Daniel Bauer, Veronika Kopp, Martin R Fischer

Abstract

Several studies during the last decades have shown that answer changing in multiple choice examinations is generally beneficial for examinees. In spite of this the common misbelief still prevails that answer changing in multiple choice examinations results in an increased number of wrong answers rather than an improved score. One suggested consequence of newer studies is that examinees should be informed about this misbelief in the hope that this prejudice might be eradicated. This study aims to confirm data from previous studies about the benefits of answer changing as well as pursue the question of whether students informed about the said advantageous effects of answer changing would indeed follow this advice and change significantly more answers.
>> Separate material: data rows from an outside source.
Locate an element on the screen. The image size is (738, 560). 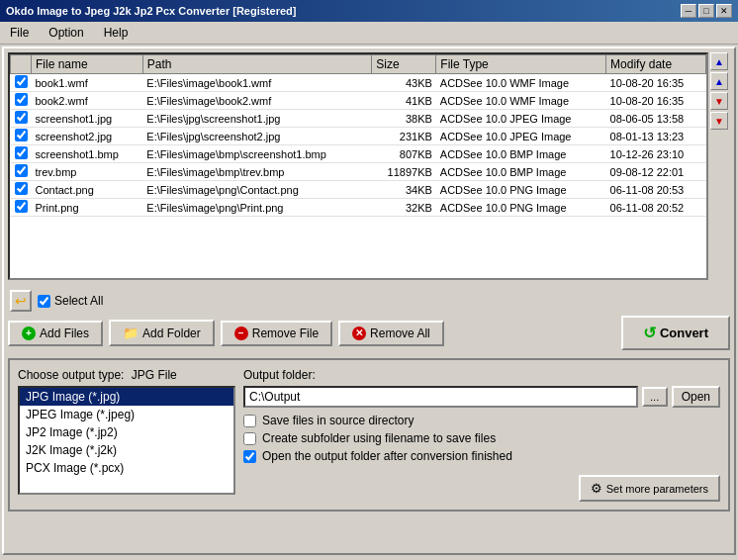
row-date: 09-08-12 22:01 is located at coordinates (657, 172).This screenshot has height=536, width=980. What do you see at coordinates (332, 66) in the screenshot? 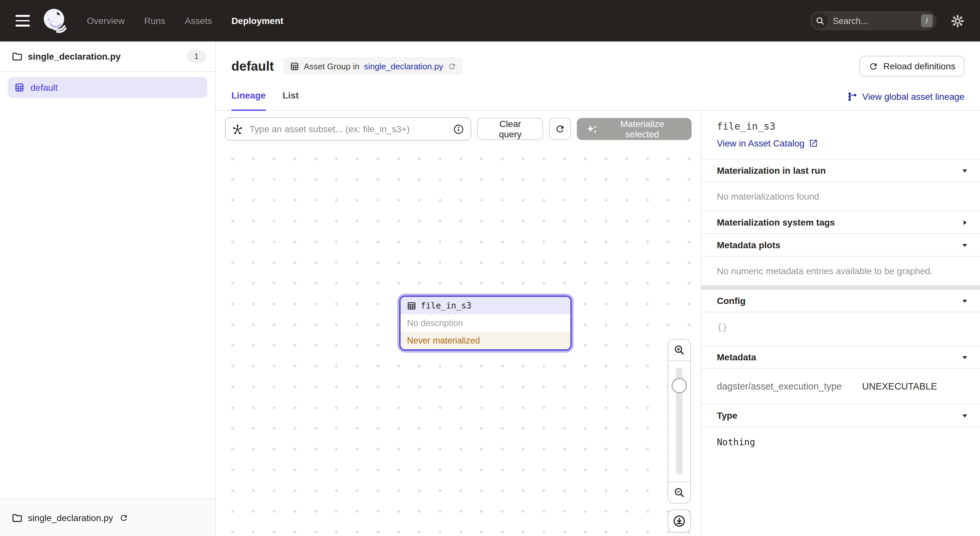
I see `pill-prefix-text: Asset Group in` at bounding box center [332, 66].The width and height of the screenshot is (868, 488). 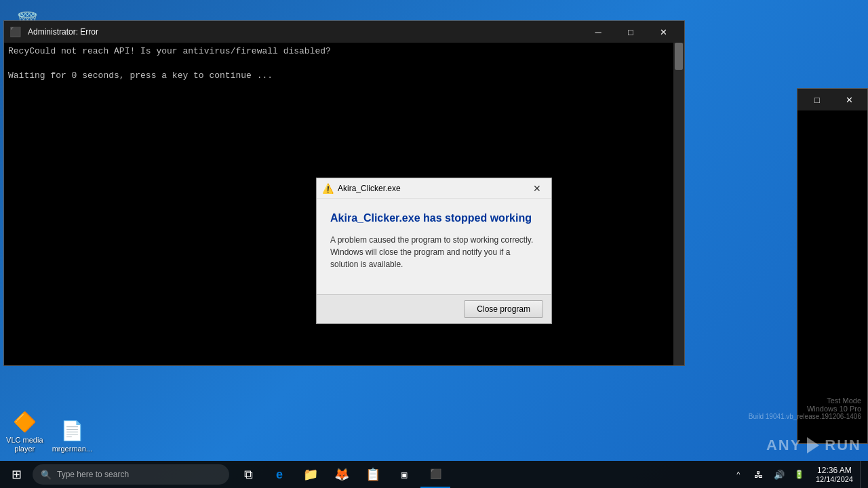 What do you see at coordinates (72, 436) in the screenshot?
I see `desktop-icon-mrgerman: 📄 mrgerman...` at bounding box center [72, 436].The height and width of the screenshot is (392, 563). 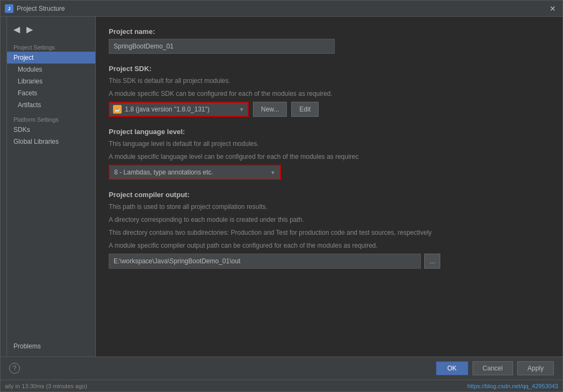 What do you see at coordinates (329, 131) in the screenshot?
I see `project-language-label: Project language level:` at bounding box center [329, 131]. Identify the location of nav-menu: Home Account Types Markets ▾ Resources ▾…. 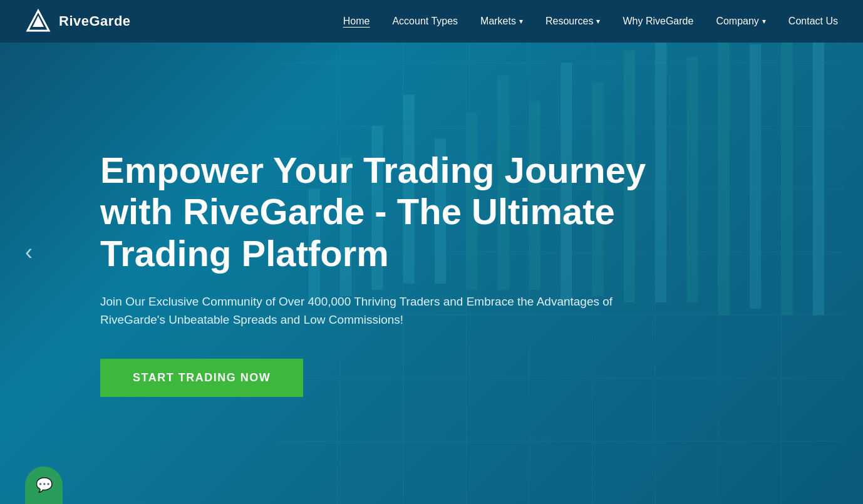
(591, 21).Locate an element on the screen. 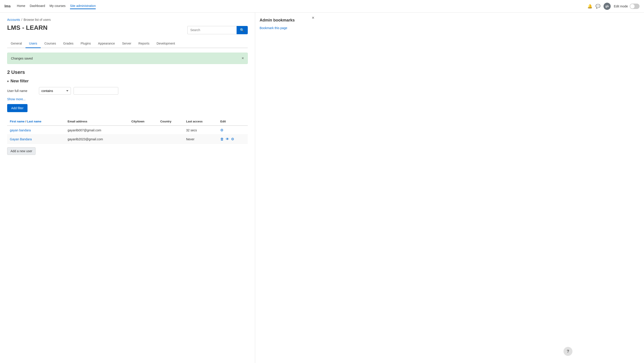 The width and height of the screenshot is (644, 363). table-row: gayan bandara gayanlb007@gmail.com 32 se… is located at coordinates (128, 130).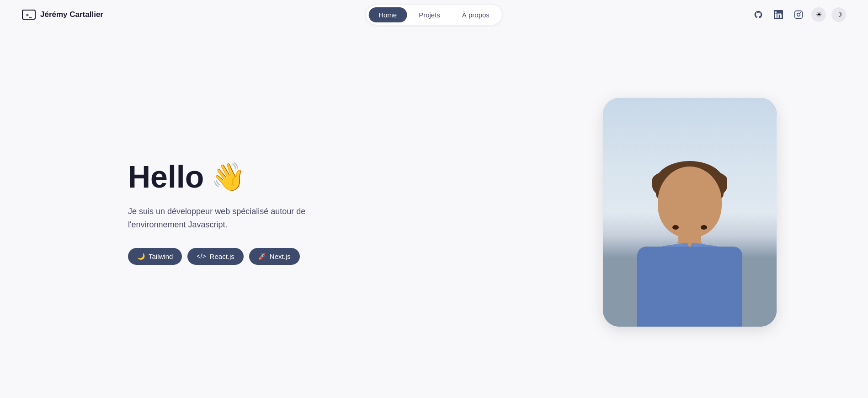 This screenshot has height=398, width=868. What do you see at coordinates (201, 256) in the screenshot?
I see `reactjs-icon: </>` at bounding box center [201, 256].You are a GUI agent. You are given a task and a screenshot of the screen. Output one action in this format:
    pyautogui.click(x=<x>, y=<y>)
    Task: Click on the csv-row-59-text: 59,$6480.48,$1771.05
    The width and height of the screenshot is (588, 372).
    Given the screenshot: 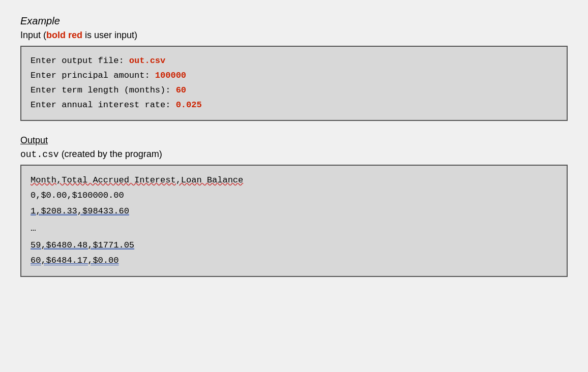 What is the action you would take?
    pyautogui.click(x=82, y=245)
Furthermore a look is cast on how the overall examination performance and mean point increase of these students is affected.

X Demographics

X Demographics

The data shown below were collected from the profiles of 6 X users who shared this research output. Click here to find out more about how the information was compiled.
Mendeley readers

Mendeley readers

The data shown below were compiled from readership statistics for 45 Mendeley readers of this research output. Click here to see the associated Mendeley record.

Geographical breakdown

Country Count As %
United Kingdom 1 2%
Mexico 1 2%
Unknown 43 96%

Demographic breakdown

Readers by professional status Count As %
Researcher 5 11%
Professor > Associate Professor 4 9%
Student > Bachelor 4 9%
Lecturer > Senior Lecturer 3 7%
Student > Ph. D. Student 3 7%
Other 10 22%
Unknown 16 36%
Readers by discipline Count As %
Medicine and Dentistry 12 27%
Social Sciences 7 16%
Nursing and Health Professions 2 4%
Neuroscience 2 4%
Psychology 2 4%
Other 4 9%
Unknown 16 36%
Attention Score in Context

Attention Score in Context

This research output has an Altmetric Attention Score of 9. This is our high-level measure of the quality and quantity of online attention that it has received. This Attention Score, as well as the ranking and number of research outputs shown below, was calculated when the research output was last mentioned on 10 January 2022.
All research outputs
#3,767,444
of 23,342,092 outputs
Outputs from BMC Medical Education
#617
of 3,442 outputs
Outputs of similar age
#10,683
of 68,625 outputs
Outputs of similar age from BMC Medical Education
#2
of 6 outputs
Altmetric has tracked 23,342,092 research outputs across all sources so far. Compared to these this one has done well and is in the 83rd percentile: it's in the top 25% of all research outputs ever tracked by Altmetric.
So far Altmetric has tracked 3,442 research outputs from this source. They typically receive a little more attention than average, with a mean Attention Score of 6.4. This one has done well, scoring higher than 81% of its peers.
Older research outputs will score higher simply because they've had more time to accumulate mentions. To account for age we can compare this Altmetric Attention Score to the 68,625 tracked outputs that were published within six weeks on either side of this one in any source. This one has done well, scoring higher than 84% of its contemporaries.
We're also able to compare this research output to 6 others from the same source and published within six weeks on either side of this one. This one has scored higher than 4 of them.